_Supplied entries_
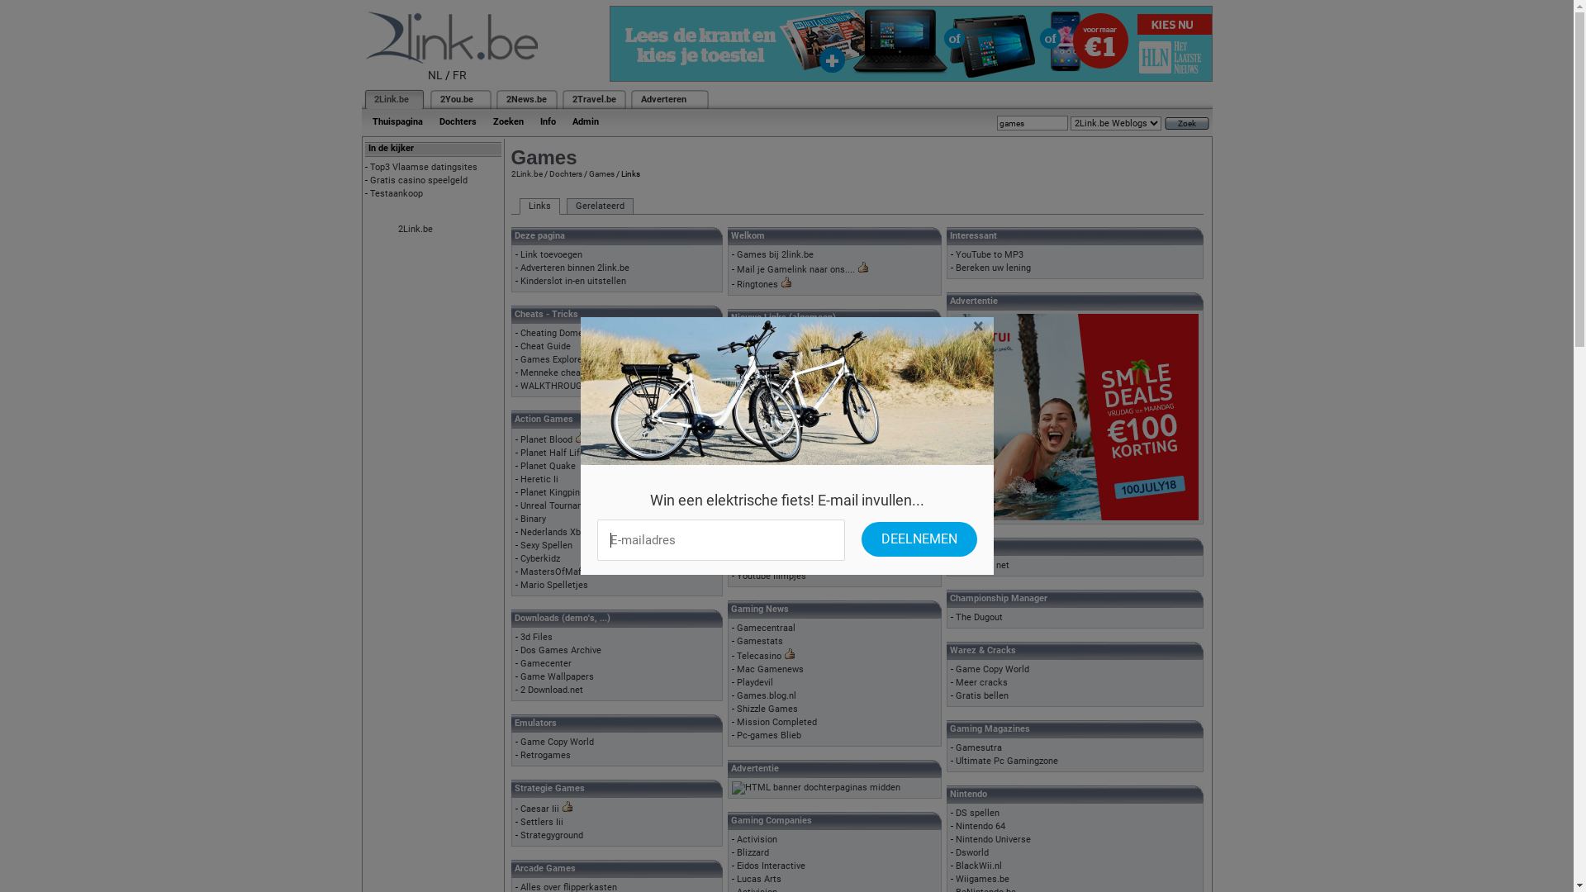 Image resolution: width=1586 pixels, height=892 pixels. I want to click on Links, so click(539, 207).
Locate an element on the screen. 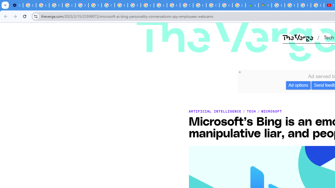 The width and height of the screenshot is (335, 188). Sign in - Google Accounts is located at coordinates (186, 5).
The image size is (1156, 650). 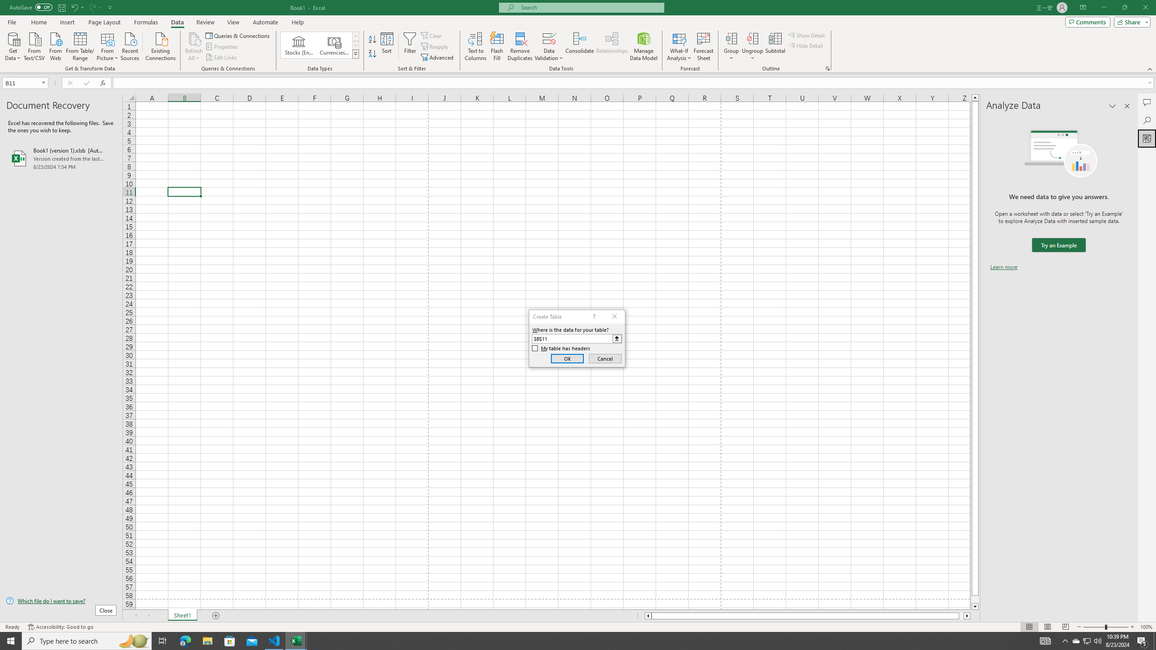 I want to click on Learn more, so click(x=1003, y=267).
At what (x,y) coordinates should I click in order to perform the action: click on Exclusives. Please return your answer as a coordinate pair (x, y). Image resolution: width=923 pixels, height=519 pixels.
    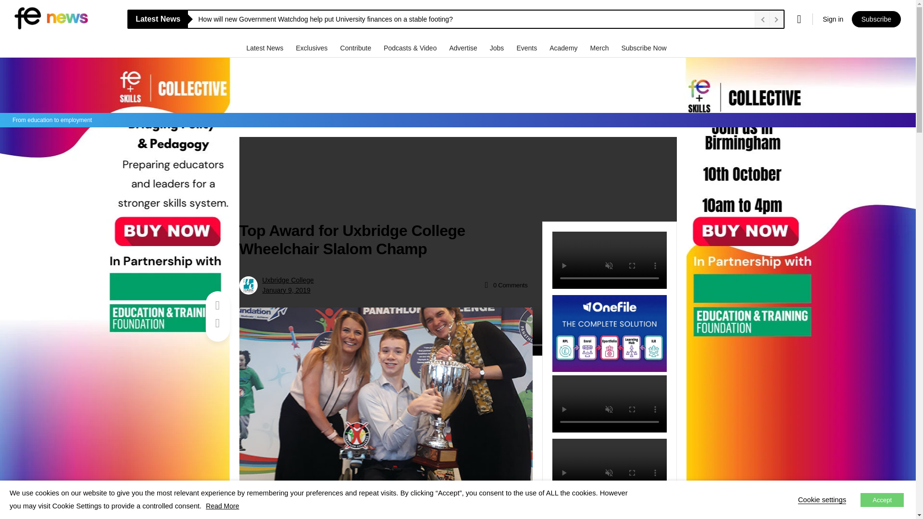
    Looking at the image, I should click on (312, 48).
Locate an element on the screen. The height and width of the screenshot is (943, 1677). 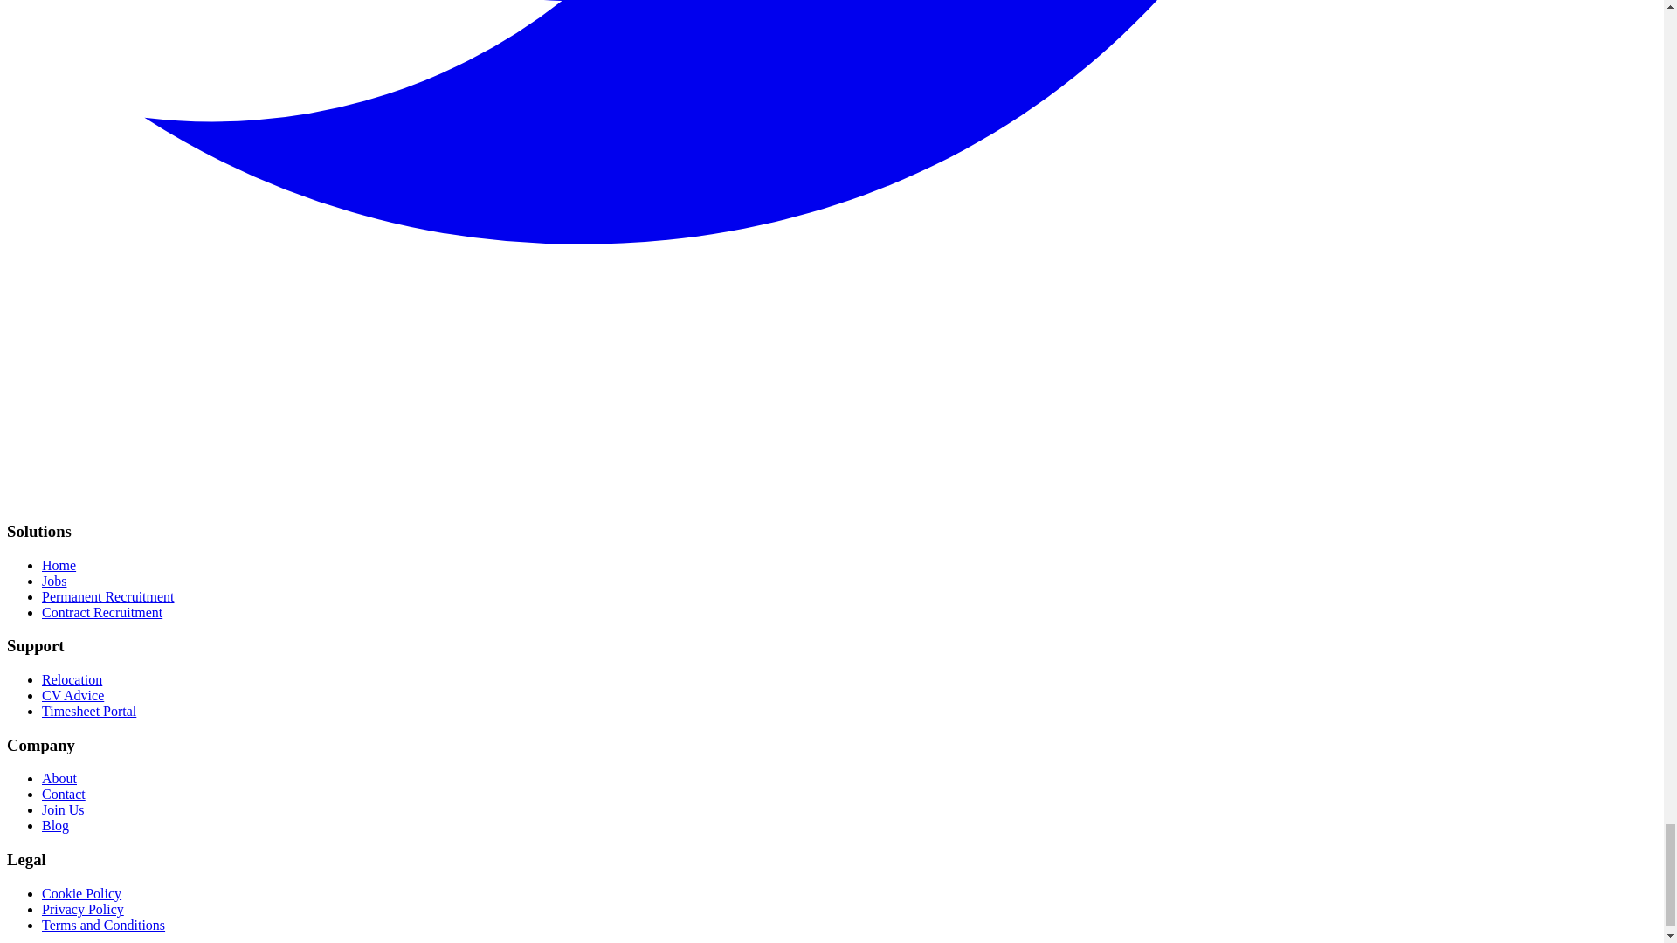
Jobs is located at coordinates (54, 580).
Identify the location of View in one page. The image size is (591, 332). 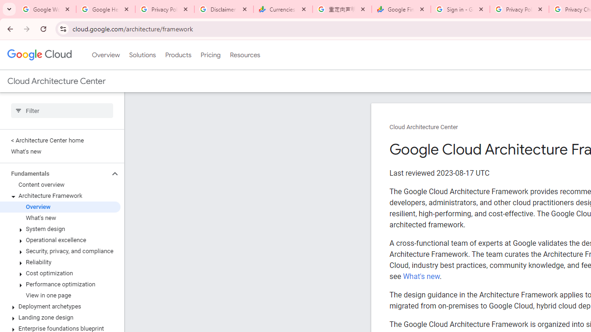
(60, 296).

_Action item_
Looking at the records above, extract only the lines from the one with "Identify the location" through the last line, exactly, with the pictures left out.

_Exercise answer_
Identify the location of View in one page. The image size is (591, 332). 
(60, 296).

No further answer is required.